The index as a whole trades around 11 times forward earnings of its constituent stocks. This is off lows hit in recent years but considerably cheaper than developed market valuations of almost 16 times earnings. Cheap share prices are probably justified, given the four-year recession in emerging corporate earnings, but 10-30 percent depreciations of most emerging currencies against the dollar this year mean that economic adjustment in many countries is already underway, some argue.
Gerardo Rodriguez, Blackrock's head of multi-asset emerging markets, said his top investment idea is to raise EM equity holdings versus developed markets, betting that as the US economy picks up, many emerging economies will ride along. "Looking at valuation metrics, there is clearly an interesting entry opportunity, especially against developed markets which have been rallying for years," Rodriguez said. "We are saying it is time to look again at EM ... It is time to at least go back to benchmark (weight)".
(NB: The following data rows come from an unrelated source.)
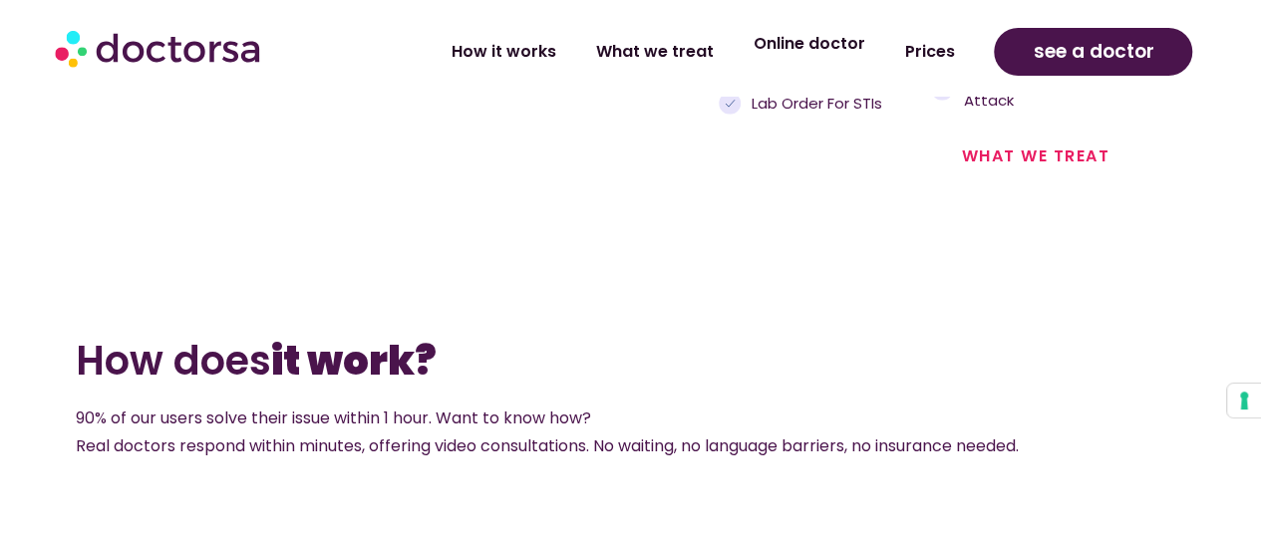  I want to click on span: 90% of our users solve their issue within 1 hour. Want to know how? Real doctors respond within m..., so click(547, 432). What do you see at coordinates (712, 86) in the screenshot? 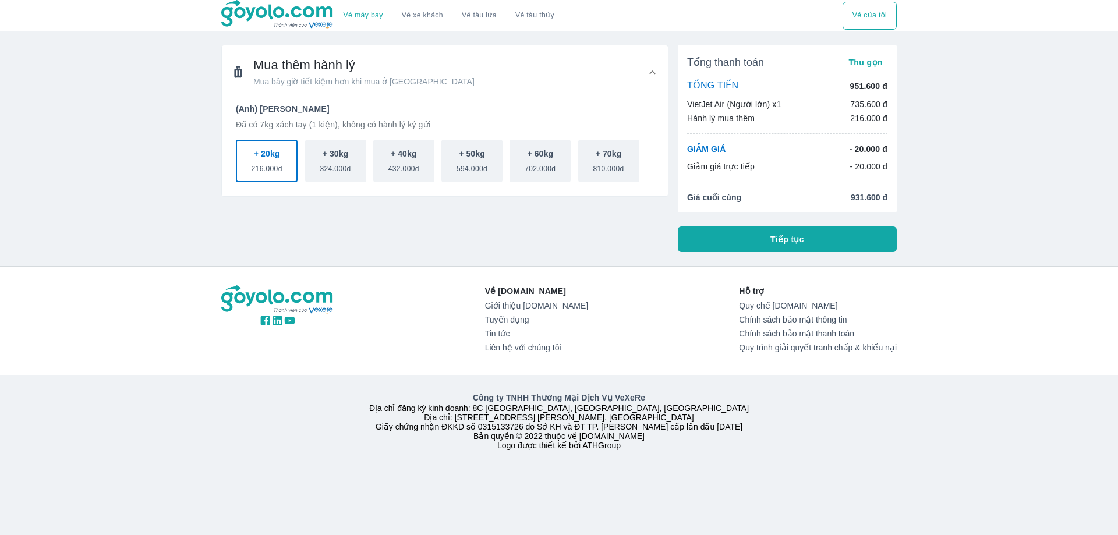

But after the false starts over the past five years, fund managers are wary of big positions in a sector that is so tied to the fortunes Chinese economic growth, world trade and US interest rates. For instance, emerging stocks took a hit on Friday as strong US employment data encouraged those who believe the Federal Reserve will raise borrowing costs next month for the first time in almost a decade. So while some money has trickled back, Bank of America Merrill Lynch estimates that for every $100 redeemed from emerging equity funds over the summer, only $2 has returned.
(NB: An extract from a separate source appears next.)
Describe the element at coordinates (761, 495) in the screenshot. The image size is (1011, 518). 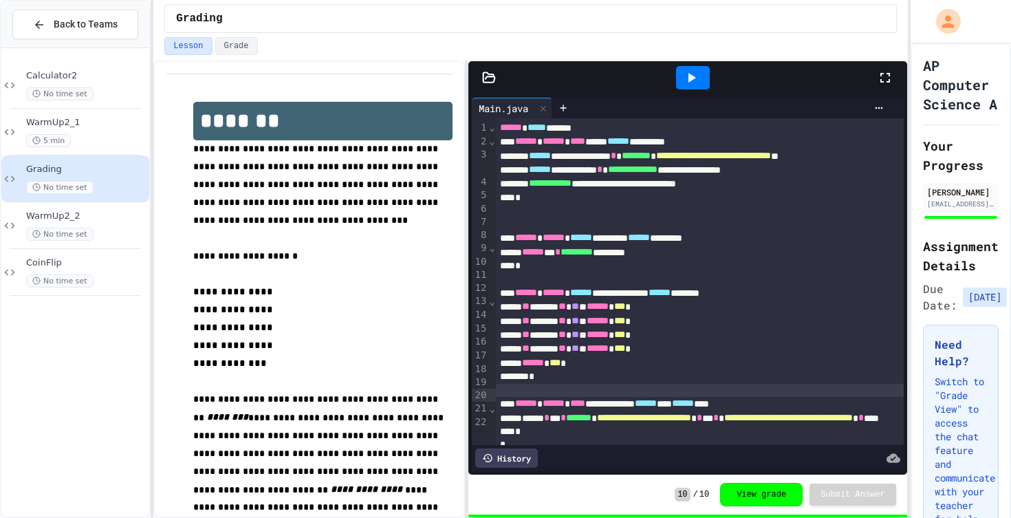
I see `button: View grade` at that location.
"This doesn't feel like a structural rebound. That will happen at some point but we will have to see relative valuations lower than now, company earnings have to come through and countries have to work on reforms," said Ayesha Akbar, portfolio manager in Fidelity Worldwide Investments' multi-asset team. However, in a tactical move Akbar recently reduced her long-standing underweight in emerging stocks. "We don't think China is out of the woods yet but at the margins things could be stabilising," she said. "That provides some comfort."
A fully-fledged rebound depends on economic fortunes, and here there are signs of stabilisation in some markets. Russian manufacturing expanded in October for the first time in 11 months while the sector's growth hit multi-month highs in India and Mexico.
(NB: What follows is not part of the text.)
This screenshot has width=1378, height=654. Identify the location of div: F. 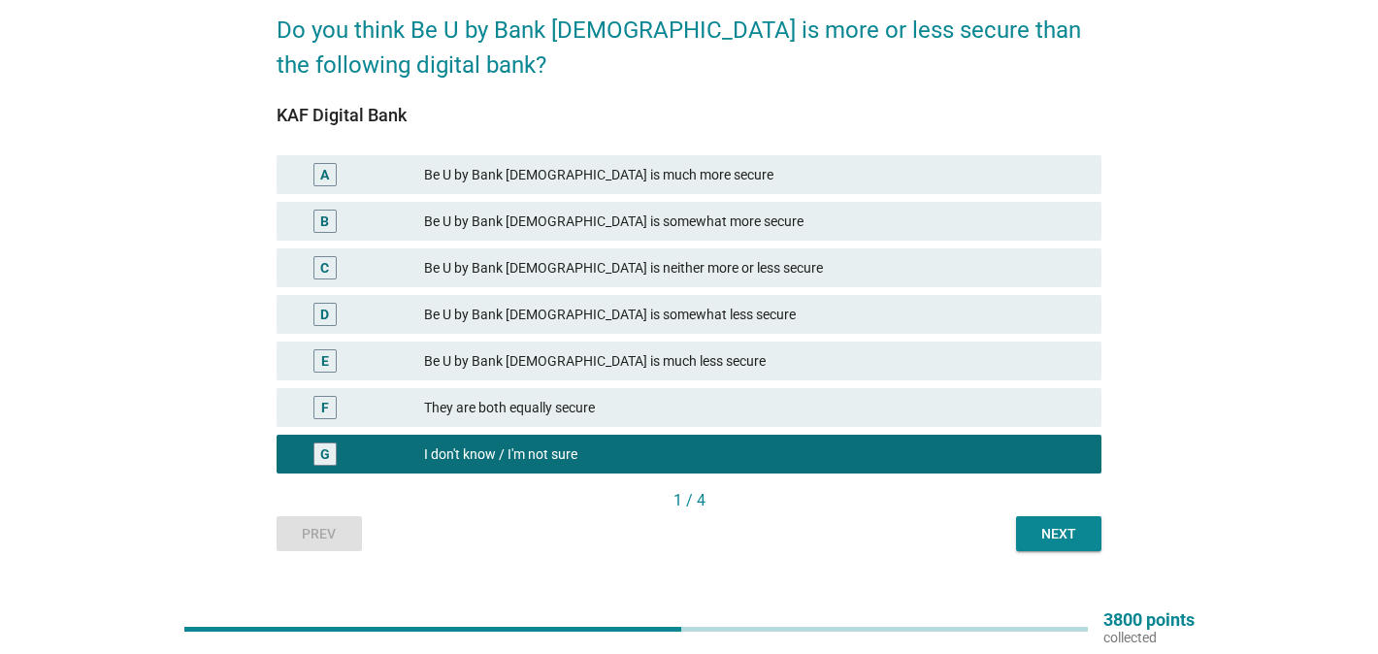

Capital Economics said its GDP tracker, based on monthly output and spending data, showed that the downturns in Russia and Latin America had levelled out. China has stabilised and should gather momentum due to monetary policy easing, it added. But exports, a driver of emerging market earnings and economic growth, remain in the doldrums. World demand for the commodities which many emerging economies produce is unlikely to rebound, while goods exports also remain weak. South Korea, a bellwether for global demand, expects its exports to continue falling this quarter.
Because of these factors, shares are not yet so cheap that it is possible to "close your eyes and buy", says John Bilton, global head of multi-asset strategy at J.P. Morgan Asset Management. He still prefers developed markets over emerging, albeit "in reduced size" compared with before.